The wisdom of Warren Buffett reflects a value-based philosophy about investing that says investors are buying shares in a business, and encourages strategic thinking about investment time horizon. Before placing a buy order for a stock, a great question we can ask is whether we would still be comfortable making the investment if we couldn’t sell it for many years?

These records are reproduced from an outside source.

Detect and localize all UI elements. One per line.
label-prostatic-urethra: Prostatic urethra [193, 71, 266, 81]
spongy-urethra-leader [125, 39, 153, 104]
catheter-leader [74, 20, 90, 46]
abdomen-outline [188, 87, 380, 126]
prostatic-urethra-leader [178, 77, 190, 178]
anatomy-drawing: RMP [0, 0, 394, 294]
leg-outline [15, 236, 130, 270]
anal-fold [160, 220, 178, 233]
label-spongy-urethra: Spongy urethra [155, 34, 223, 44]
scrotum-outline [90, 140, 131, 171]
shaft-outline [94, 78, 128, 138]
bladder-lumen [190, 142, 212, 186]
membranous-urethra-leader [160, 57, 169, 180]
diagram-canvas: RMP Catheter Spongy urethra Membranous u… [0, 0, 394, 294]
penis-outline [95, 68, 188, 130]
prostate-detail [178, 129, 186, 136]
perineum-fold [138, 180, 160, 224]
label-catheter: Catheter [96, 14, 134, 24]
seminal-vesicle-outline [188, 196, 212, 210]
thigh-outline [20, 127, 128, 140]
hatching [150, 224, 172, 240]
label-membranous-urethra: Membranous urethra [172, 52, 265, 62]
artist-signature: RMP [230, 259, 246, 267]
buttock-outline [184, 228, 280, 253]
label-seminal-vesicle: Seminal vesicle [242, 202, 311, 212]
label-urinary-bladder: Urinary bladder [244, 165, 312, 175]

A “buy-and-hold” approach may call for a time horizon that spans a long period of time — maybe even lasting for a two-decade holding period. Suppose such a “buy-and-hold” investor had looked into buying shares of Monster Beverage Corp (NASD: MNST) back in 2005. Let’s take a look at how such an investment would have worked out for that buy-and-hold investor:

Start date: 03/28/2005
$10,000

03/28/2005
  $118,618

03/26/2025
End date: 03/26/2025
Start price/share: $4.87
End price/share: $57.76
Starting shares: 2,053.39
Ending shares: 2,053.39
Dividends reinvested/share: $0.00
Total return: 1,086.04%
Average annual return: 13.16%
Starting investment: $10,000.00
Ending investment: $118,618.65

As shown above, the two-decade investment result worked out quite well, with an annualized rate of return of 13.16%. This would have turned a $10K investment made 20 years ago into $118,618.65 today (as of 03/26/2025). On a total return basis, that’s a result of 1,086.04% (something to think about: how might MNST shares perform over the next 20 years?). [These numbers were computed with the Dividend Channel DRIP Returns Calculator.]